The Big Ten and Pac-12 surely envisioned the other big leagues following their lead. The Big 12 was said to be on the fence, while the ACC waited to see what how the Big 12 fell. The SEC didn’t care what anybody else did. It had spent five months trying to figure out how it might play football come the fall, and it wasn’t going to quit at the first hurdle. From SEC commissioner Greg Sankey on Aug. 11: “Can we play? I don’t know. We haven’t stopped trying.”

The SEC was so determined to try that, even had every other conference in the land shuttered itself, this one might well have played on. As one conference higher-up said in August: “Even if we just play for the SEC championship, that’s still a championship for our players.” The SEC stood ready to go it alone. Look what happened, though.

The Big Ten and Pac-12 saw other leagues preparing to play and decided, “Maybe we were a bit hasty.” Thus did the Big Ten start just before Halloween and the Pac-12 just after, and we’ve seen how chaotic those choices proved. The Big Ten needed to rewrite a just-written rule to get Ohio State in its title game. The Pac-12 scratched Washington as USC’s championship opponent, and replacement Oregon was so iffy that, as Brian Howell of the Boulder Daily Camera reported, Colorado sent its equipment truck halfway to L.A. so the Buffaloes could be on standby for the stand-in. (The truck, we’re told, stopped in St. George, Utah.)

This isn’t to say the SEC sailed through its season. It postponed four of seven games set for one November weekend. (Sankey: “I’m shaken but not deterred.”) CBS, for which the 3:30 p.m. Saturday SEC game is appointment TV, dispatched Brad Nessler and Gary Danielson to cover Nevada-San Diego State. Georgia saw its Missouri game postponed on a Thursday and its Vanderbilt game nixed on a Friday. Still, the SEC never had to do as the ACC did – scrub consecutive games after first Clemson and then Virginia traveled to Tallahassee.

By opting to play no non-conference games, the SEC was able to control all its testing. By opting for 10 games, as opposed to 11, it gave itself wiggle room. On the Saturday reserved for league championships, the SEC will stage three games besides Alabama-Florida. It didn’t follow the ACC’s odd lead and hand Clemson and Notre Dame unscheduled byes before the two were to meet in Charlotte. Indeed, the East-winning Gators played LSU last week; they’re sorry they did.

Nothing about 2020 has been normal, but the SEC, for better or worse, came close to making a pandemic season seem as normal as we were going to get. It had to adjust – Sankey said a sign in the SEC office bears the words “Be Flexible” – and not everyone was thrilled with the adjustments. Georgia athletic director Greg McGarity was most unhappy with the Vandy postponement. (That was one of two games the SEC wound up canceling, Texas A&M-Mississippi being the other.)

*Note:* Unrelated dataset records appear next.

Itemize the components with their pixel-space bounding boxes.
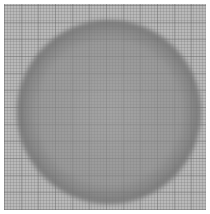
grid-background bbox=[4, 4, 206, 210]
dark-circle bbox=[17, 20, 201, 204]
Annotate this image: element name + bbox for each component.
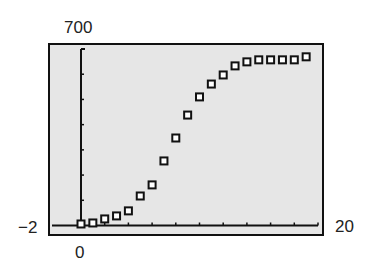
data-point [232, 62, 239, 69]
data-point [291, 56, 298, 63]
scatter-plot [0, 0, 380, 272]
data-point [208, 81, 215, 88]
data-point [267, 56, 274, 63]
data-point [160, 157, 167, 164]
data-point [220, 71, 227, 78]
data-point [149, 181, 156, 188]
data-point [279, 56, 286, 63]
data-point [184, 112, 191, 119]
data-point [196, 93, 203, 100]
data-point [303, 53, 310, 60]
data-point [172, 135, 179, 142]
data-point [243, 58, 250, 65]
data-point [125, 207, 132, 214]
data-point [137, 192, 144, 199]
data-point [101, 215, 108, 222]
data-point [113, 212, 120, 219]
data-point [89, 219, 96, 226]
data-point [255, 56, 262, 63]
data-point [78, 220, 85, 227]
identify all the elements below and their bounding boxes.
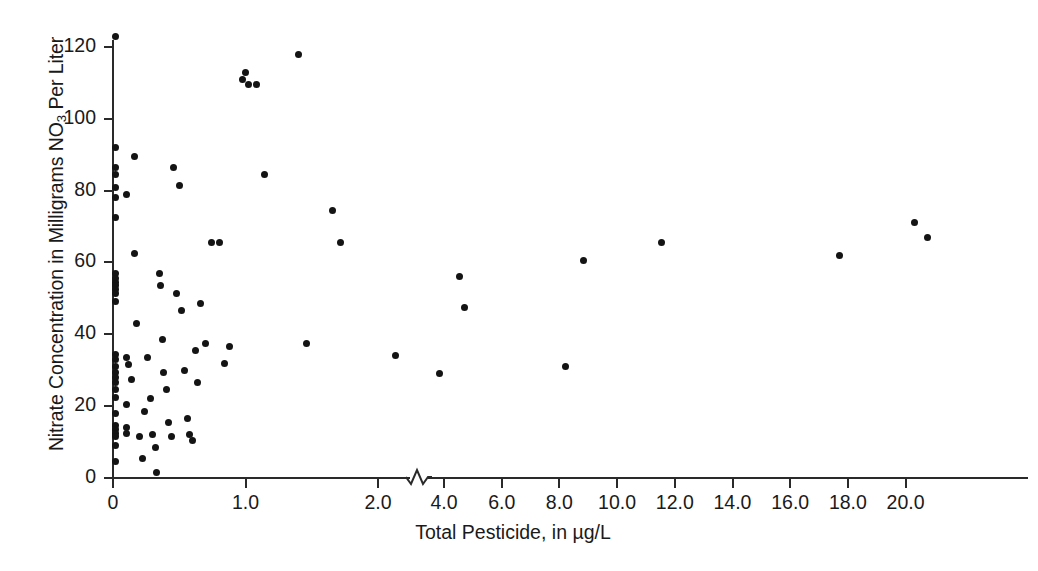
x-axis-tick-label: 8.0 — [529, 491, 589, 514]
data-point — [112, 298, 119, 305]
data-point — [261, 171, 268, 178]
data-point — [159, 336, 166, 343]
data-point — [245, 81, 252, 88]
data-point — [836, 252, 843, 259]
data-point — [112, 33, 119, 40]
y-axis-tick-label: 60 — [36, 249, 96, 272]
data-point — [125, 361, 132, 368]
data-point — [139, 455, 146, 462]
data-point — [562, 363, 569, 370]
data-point — [208, 239, 215, 246]
y-axis-tick-label: 120 — [36, 34, 96, 57]
data-point — [131, 153, 138, 160]
data-point — [112, 442, 119, 449]
x-axis-tick — [732, 479, 734, 488]
data-point — [337, 239, 344, 246]
data-point — [173, 290, 180, 297]
x-axis-break-icon — [406, 466, 432, 488]
x-axis-tick — [558, 479, 560, 488]
data-point — [192, 347, 199, 354]
x-axis-tick — [847, 479, 849, 488]
data-point — [136, 433, 143, 440]
data-point — [123, 354, 130, 361]
data-point — [242, 69, 249, 76]
data-point — [184, 415, 191, 422]
data-point — [112, 394, 119, 401]
x-axis-tick-label: 0 — [83, 491, 143, 514]
data-point — [178, 307, 185, 314]
x-axis-tick — [377, 479, 379, 488]
data-point — [112, 379, 119, 386]
x-axis-tick-label: 10.0 — [587, 491, 647, 514]
data-point — [112, 458, 119, 465]
data-point — [112, 214, 119, 221]
x-axis-tick-label: 2.0 — [348, 491, 408, 514]
x-axis-tick-label: 4.0 — [414, 491, 474, 514]
data-point — [123, 191, 130, 198]
data-point — [461, 304, 468, 311]
y-axis-tick — [104, 261, 113, 263]
data-point — [131, 250, 138, 257]
data-point — [253, 81, 260, 88]
data-point — [112, 171, 119, 178]
y-axis-tick-label: 40 — [36, 321, 96, 344]
data-point — [112, 144, 119, 151]
data-point — [295, 51, 302, 58]
data-point — [197, 300, 204, 307]
data-point — [156, 270, 163, 277]
data-point — [112, 194, 119, 201]
y-axis-tick — [104, 405, 113, 407]
data-point — [112, 184, 119, 191]
x-axis-tick-label: 18.0 — [818, 491, 878, 514]
data-point — [392, 352, 399, 359]
x-axis-line-right-segment — [428, 477, 1028, 479]
x-axis-tick — [789, 479, 791, 488]
data-point — [123, 430, 130, 437]
x-axis-tick — [674, 479, 676, 488]
scatter-plot-figure: Nitrate Concentration in Milligrams NO3 … — [0, 0, 1038, 571]
data-point — [133, 320, 140, 327]
x-axis-tick — [443, 479, 445, 488]
data-point — [160, 369, 167, 376]
data-point — [112, 386, 119, 393]
x-axis-tick-label: 6.0 — [472, 491, 532, 514]
x-axis-tick — [245, 479, 247, 488]
x-axis-tick-label: 12.0 — [645, 491, 705, 514]
data-point — [181, 367, 188, 374]
data-point — [149, 431, 156, 438]
data-point — [123, 401, 130, 408]
data-point — [128, 376, 135, 383]
data-point — [147, 395, 154, 402]
y-axis-tick-label: 100 — [36, 106, 96, 129]
data-point — [112, 356, 119, 363]
data-point — [112, 164, 119, 171]
x-axis-tick — [616, 479, 618, 488]
data-point — [456, 273, 463, 280]
x-axis-tick-label: 14.0 — [703, 491, 763, 514]
x-axis-title: Total Pesticide, in µg/L — [113, 521, 913, 544]
data-point — [580, 257, 587, 264]
y-axis-tick-label: 0 — [36, 465, 96, 488]
data-point — [152, 444, 159, 451]
data-point — [226, 343, 233, 350]
x-axis-tick-label: 16.0 — [760, 491, 820, 514]
x-axis-tick — [112, 479, 114, 488]
data-point — [170, 164, 177, 171]
data-point — [436, 370, 443, 377]
data-point — [176, 182, 183, 189]
data-point — [911, 219, 918, 226]
data-point — [157, 282, 164, 289]
y-axis-tick — [104, 190, 113, 192]
data-point — [189, 437, 196, 444]
data-point — [165, 419, 172, 426]
data-point — [658, 239, 665, 246]
x-axis-tick-label: 1.0 — [216, 491, 276, 514]
data-point — [924, 234, 931, 241]
y-axis-tick-label: 20 — [36, 393, 96, 416]
data-point — [153, 469, 160, 476]
x-axis-line-left-segment — [113, 477, 410, 479]
y-axis-tick — [104, 46, 113, 48]
y-axis-tick — [104, 333, 113, 335]
data-point — [144, 354, 151, 361]
data-point — [303, 340, 310, 347]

The SEC allowed a modicum of fans in the stands, and to date we’ve had no report of an SEC game becoming a super-spreader. Nick Saban missed the Iron Bowl, but the game went on, and his team won. So far as we know, no player or coach who tested positive required hospitalization. (Disclaimer: We don’t yet know what long-term effects of COVID might be.)

Because the SEC answers to no one in the best of times, it had to please nobody but itself in these worst of days. Speaking Thursday, Sankey said: “I hope in 10 years or 20 years every one of these teams is invited back to campus for homecoming (and) celebrated, and that they take great satisfaction in doing something that frankly had never been done before.”

A cynic might say, “That’s the SEC for you, all but claiming it tamed the virus.” But let’s be honest: In college football, the SEC leads and everyone else follows. Had the SEC not held the line in 2020, there’d have been no college football. In August, one of the industry’s leading lights levied the odds of playing at 25-75 against. It’s December, and here we are.